In the Anger, Hurt, Loving model, anxiety is depicted by the up and down arrows between the anger that we refuse to feel and hurt that we refuse to feel.

Panic Attacks, Anxiety and Addiction

What happens when we add stress to this scenario?

[Stress is an extra arrow coming down from the top in the model].

What happens when something hits our life and things go a little crazy?

The anxiety revs up. We think, “Oh my God, I'll lose my job or I'll lose my family. Oh no.”

panic-attack-anxiety-addiction

If you’ve ever experienced a sudden surge of overwhelming anxiety and fear then you’re familiar with the feeling of having a panic attack. Your heart pounds, you can’t breathe, and you may even feel like you’re dying or going crazy.

Panic is an acceleration of anxiety.

A panic attack is an intense wave of fear characterized by its unexpectedness and debilitating, immobilizing intensity. Panic attacks often strike out of the blue, without any warning, and sometimes with no clear trigger. 

A panic attack may be a one-time occurrence, although many people experience repeat episodes. Recurrent panic attacks are often triggered by a specific situation — especially if that situation has caused a panic attack before. Usually, the panic-inducing situation is one in which you feel endangered and unable to escape, triggering the body’s fight-or-flight response.

Panic can feel like a death sentence. It feels very, very scary when you're hyperventilating and you can't breathe, but it’s helpful to look at this and remember that panic is just accelerated up anxiety.

It's a more intense version of what you've already been experiencing. 

When we have this panic and anxiety, we have all of this energy inside of us, and it feels awful.
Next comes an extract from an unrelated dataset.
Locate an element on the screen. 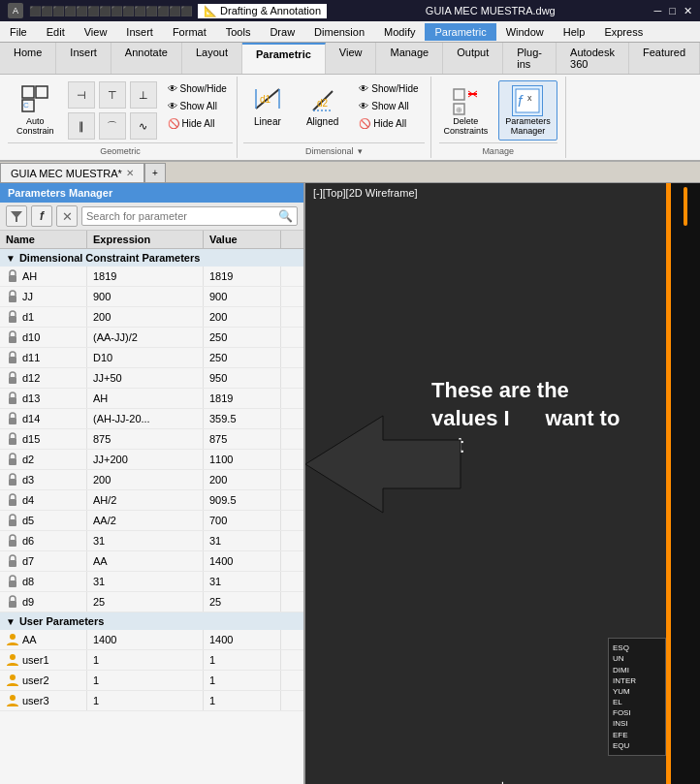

It feels so uncomfortable, like we're coming out of our skin.

So what do we do?

We often turn to alcohol, opioids, or other substances in order to do something to help us feel better.

The Way Out of Alcoholism and Addiction

That “something to help us feel better” looks different for different people.

Some people drink a lot.

Some people take drugs.

Some people do a lot of shopping. Some people work way too hard. They work themselves into the ground. Some people have a lot of sex. Some people gamble away their life savings.
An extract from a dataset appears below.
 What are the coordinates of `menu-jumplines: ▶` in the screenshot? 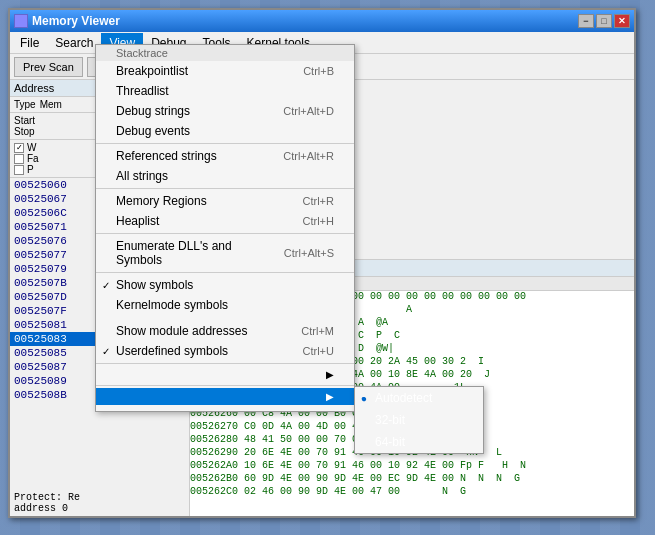 It's located at (225, 374).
The point is, we pick a behavior to try and ameliorate that intense experience of discomfort within ourselves that happens when we put up these walls.
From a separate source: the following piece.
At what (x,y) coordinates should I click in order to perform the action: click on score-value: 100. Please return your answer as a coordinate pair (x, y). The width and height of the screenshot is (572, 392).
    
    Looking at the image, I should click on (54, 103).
We feel bad, so we check out.

But the way out is not to simply work on these behaviors. The way out is to take down these internal walls.

That's where this whole addictive cycle starts in the first place!

If you don't have these internal walls:

  • then you don't have the anxiety;
  • you don't have the panic;
  • you don't feel so horrible; and
  • you don't engage in excessive drinking or drugs and do things that you don’t want to do.

The key is to allow yourself and learn how to let yourself feel your anger in a healthy way, to feel your hurt in a healthy way.

The key is to take care of those feelings within yourself, to be your own friend, to be your own counselor. That is what helps you to heal; that is what actually breaks the addictive cycle.

Break The Addictive Cycle Starting Now

Many of the folks we work with in our non 12 steps rehab see this model and their faces light up. They say, "This is the story of my life. This is what's been happening."

breaking-addictive-cycleSo, remember that when you don't express your anger and when you don't express your hurt - when you cut yourself off from those feelings - that's when you start the addictive cycle.

Learn More About What Drives Addiction

The addictive cycle doesn't start with using alcohol or drugs.

It starts way before that, with the underlying core issues, the anger, the anxiety, and the depression. Those are the things that lead to alcohol and other substances.

Download our Free eBook:

Download E-Book Healing Core Issues

 

Get Confidential Help Now: 

We're here to help. Call us at (425) 275-8600. All calls are confidential.

Caroline McGraw

This post was written by Caroline McGraw

In addition to her work as "the voice of The Clearing", Caroline Garnet McGraw writes about trading perfectionism for possibility at A Wish Come Clear. Visit and receive your free Perfectionist Recovery Toolkit today!